Samuel Harris


After emerging during the Great Awakening of the mid-18th century, the Baptist movement in Virginia soon fractured into two groups—the “Regulars,” who were conservative and Calvinist, and the “Separates,” who were Arminian and evangelistic. Unlike the solemn and orderly Regulars, the Separates were characterized by fiery, emotional preaching and services, and they soon came to be the dominant evangelical force in Virginia.
The Separates were opposed by not only the Regulars, but especially by the orderly, traditional Anglicans—Virginia’s official church. The Anglicans objected to the enthusiastic practices of the Separates, and they took special offense at the Separates’ strong insistence on the separation of church and state. Separate Baptist preachers refused to apply for preaching licenses and denied any government authority to regulate matters of faith. Their stand against established religion made them the most persecuted religious minority in Virginia.
Despite the persecution the Separates spread rapidly across Virginia. By the time of the Revolution there were more than 10,000 of them in Virginia and by 1790 they had established more than 200 churches. One of the most effective of the Separate Baptist evangelists was Samuel Harris.
Harris was an unlikely convert. The Baptist movement (particularly the Separates) appealed primarily to the poor and less educated, and Harris was a prominent and wealthy man. He was a member of the House of Burgesses, a colonel in the militia, and he owned thousands of acres in Halifax (later Pittsylvania) County. In 1758, while serving as a militia officer on the Virginia frontier, his curiosity led him to attend a Baptist camp revival. That day he had a conversion experience that changed his life.
In the process of building a new prestigious home at the time of his conversion, Harris turned the new building into a church instead. For the next forty years he devoted himself to founding churches and promoting religious liberty. Known to other Separates as “The Apostle of Virginia,” Harris not only founded 26 churches, he was also instrumental in securing a law that made marriages conducted by any minister valid (rather than only those performed by Anglicans) and in preventing the adoption of a law that would tax Virginians to support a state church. He lobbied Jefferson, Madison, and Washington for separation of church and state. When the Virginia General Assembly passed Jefferson’s Bill for Establishing Religious Freedom in 1786, Virginia became the first government in the world to establish by statute the complete separation of church and state—called by one historian “the greatest contribution of America to the sum of Western civilization.”
Samuel Harris was born on January 12, 1724, two hundred ninety-nine years ago today. The marker shown in the photograph is in front of County Line Church in Pittsylvania County, Virginia.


*What the exercise asks:*
Only the last stretch of the records is wanted: restate word for word the line with "Return the region for parrot." and every line after it.

(Dataset records)
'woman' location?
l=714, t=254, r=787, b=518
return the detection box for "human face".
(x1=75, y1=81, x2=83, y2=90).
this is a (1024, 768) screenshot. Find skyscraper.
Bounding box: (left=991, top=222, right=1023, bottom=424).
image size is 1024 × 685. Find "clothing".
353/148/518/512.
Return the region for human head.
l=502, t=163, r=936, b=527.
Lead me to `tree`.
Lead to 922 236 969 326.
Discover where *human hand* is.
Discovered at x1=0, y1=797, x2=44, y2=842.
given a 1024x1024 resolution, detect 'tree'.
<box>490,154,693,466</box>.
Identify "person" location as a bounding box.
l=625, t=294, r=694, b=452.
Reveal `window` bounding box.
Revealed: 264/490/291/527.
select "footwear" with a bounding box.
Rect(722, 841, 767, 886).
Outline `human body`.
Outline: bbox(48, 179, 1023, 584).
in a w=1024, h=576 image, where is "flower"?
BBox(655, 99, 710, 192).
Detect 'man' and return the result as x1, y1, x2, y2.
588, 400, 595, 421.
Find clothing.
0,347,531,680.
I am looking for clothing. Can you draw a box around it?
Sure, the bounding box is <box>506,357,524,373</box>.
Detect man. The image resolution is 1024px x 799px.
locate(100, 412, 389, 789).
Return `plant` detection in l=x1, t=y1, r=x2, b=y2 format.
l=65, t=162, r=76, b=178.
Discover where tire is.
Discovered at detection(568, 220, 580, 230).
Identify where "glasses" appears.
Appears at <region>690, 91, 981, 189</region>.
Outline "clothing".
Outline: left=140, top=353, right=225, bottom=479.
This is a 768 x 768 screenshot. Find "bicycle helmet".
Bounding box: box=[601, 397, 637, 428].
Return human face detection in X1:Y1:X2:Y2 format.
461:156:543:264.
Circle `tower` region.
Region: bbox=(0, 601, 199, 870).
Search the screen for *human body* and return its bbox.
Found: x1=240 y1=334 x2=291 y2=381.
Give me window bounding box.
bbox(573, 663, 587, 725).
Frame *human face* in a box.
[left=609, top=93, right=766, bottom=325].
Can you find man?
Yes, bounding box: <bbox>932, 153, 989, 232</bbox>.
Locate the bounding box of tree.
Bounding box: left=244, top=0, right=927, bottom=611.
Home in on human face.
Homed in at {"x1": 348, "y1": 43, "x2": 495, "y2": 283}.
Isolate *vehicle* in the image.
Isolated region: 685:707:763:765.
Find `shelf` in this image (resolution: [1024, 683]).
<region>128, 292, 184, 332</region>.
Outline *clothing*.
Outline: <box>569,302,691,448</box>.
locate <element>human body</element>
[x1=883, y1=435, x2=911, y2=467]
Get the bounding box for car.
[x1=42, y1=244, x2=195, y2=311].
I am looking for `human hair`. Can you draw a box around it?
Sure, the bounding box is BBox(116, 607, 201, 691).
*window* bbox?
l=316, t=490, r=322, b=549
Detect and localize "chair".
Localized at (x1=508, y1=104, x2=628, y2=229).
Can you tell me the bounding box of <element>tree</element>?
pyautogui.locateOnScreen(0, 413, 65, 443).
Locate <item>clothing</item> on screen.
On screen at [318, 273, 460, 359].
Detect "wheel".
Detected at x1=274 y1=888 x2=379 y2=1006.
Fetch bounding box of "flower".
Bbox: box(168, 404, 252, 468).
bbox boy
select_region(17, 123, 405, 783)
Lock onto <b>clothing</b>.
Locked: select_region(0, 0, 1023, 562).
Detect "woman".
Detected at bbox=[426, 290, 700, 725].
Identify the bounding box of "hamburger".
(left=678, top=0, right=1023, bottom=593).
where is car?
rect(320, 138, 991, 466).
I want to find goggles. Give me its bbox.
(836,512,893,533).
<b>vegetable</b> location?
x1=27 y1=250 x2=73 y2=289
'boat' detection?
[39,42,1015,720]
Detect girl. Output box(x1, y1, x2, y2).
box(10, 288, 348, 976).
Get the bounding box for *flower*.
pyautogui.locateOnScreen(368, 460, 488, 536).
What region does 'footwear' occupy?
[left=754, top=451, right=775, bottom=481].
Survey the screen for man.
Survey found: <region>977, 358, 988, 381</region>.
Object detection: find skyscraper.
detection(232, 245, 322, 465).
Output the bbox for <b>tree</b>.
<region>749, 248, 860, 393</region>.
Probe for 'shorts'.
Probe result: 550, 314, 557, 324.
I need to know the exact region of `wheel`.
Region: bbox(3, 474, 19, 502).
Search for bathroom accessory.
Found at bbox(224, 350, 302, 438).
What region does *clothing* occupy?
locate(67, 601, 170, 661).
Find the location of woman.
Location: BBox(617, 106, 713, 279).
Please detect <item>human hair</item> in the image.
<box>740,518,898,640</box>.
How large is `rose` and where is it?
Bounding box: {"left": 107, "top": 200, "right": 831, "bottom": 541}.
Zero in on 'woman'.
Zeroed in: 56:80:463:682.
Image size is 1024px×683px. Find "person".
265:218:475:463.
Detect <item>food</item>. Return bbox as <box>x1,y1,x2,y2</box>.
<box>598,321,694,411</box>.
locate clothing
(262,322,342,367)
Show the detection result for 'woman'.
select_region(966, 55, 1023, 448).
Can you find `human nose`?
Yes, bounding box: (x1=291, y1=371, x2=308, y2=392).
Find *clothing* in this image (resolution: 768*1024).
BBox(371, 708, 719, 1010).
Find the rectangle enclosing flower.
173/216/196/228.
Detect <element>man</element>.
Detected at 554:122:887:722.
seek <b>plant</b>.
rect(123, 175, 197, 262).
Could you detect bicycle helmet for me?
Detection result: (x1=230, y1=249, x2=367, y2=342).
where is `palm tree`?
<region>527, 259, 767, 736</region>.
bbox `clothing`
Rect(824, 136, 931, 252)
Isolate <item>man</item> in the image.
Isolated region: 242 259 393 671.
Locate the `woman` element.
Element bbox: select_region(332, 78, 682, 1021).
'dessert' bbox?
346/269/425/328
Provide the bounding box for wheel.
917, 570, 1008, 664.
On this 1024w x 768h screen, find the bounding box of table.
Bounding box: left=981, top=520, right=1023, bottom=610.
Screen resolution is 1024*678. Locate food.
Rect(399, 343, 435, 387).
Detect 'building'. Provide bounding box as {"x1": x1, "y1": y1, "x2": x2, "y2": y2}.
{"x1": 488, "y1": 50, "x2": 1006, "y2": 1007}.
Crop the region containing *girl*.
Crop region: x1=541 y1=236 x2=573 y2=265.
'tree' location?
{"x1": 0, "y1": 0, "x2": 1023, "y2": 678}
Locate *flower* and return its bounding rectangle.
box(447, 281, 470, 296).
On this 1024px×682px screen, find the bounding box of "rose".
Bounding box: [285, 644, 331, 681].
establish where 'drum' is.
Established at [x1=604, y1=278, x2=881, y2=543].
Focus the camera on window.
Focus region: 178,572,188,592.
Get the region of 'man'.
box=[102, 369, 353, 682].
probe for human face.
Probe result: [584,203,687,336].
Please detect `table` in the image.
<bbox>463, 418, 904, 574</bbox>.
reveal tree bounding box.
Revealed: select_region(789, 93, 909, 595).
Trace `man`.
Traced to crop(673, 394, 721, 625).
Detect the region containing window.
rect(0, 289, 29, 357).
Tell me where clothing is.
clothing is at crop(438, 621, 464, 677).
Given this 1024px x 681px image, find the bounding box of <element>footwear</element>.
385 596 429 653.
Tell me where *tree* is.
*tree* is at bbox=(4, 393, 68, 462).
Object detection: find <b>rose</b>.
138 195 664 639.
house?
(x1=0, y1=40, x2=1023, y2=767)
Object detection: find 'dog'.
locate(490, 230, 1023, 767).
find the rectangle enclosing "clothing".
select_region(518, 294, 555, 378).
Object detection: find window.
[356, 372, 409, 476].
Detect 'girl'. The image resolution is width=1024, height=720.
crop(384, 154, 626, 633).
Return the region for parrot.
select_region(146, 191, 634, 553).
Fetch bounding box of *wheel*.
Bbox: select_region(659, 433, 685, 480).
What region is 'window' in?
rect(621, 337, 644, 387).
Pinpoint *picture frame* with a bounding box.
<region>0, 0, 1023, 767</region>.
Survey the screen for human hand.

*Your solution:*
Return the region for parrot.
select_region(146, 191, 634, 553).
Fetch bounding box of *wheel*.
Bbox: select_region(659, 433, 685, 480).
What region is 'window' in?
rect(621, 337, 644, 387).
Pinpoint *picture frame* with a bounding box.
<region>0, 0, 1023, 767</region>.
Survey the screen for human hand.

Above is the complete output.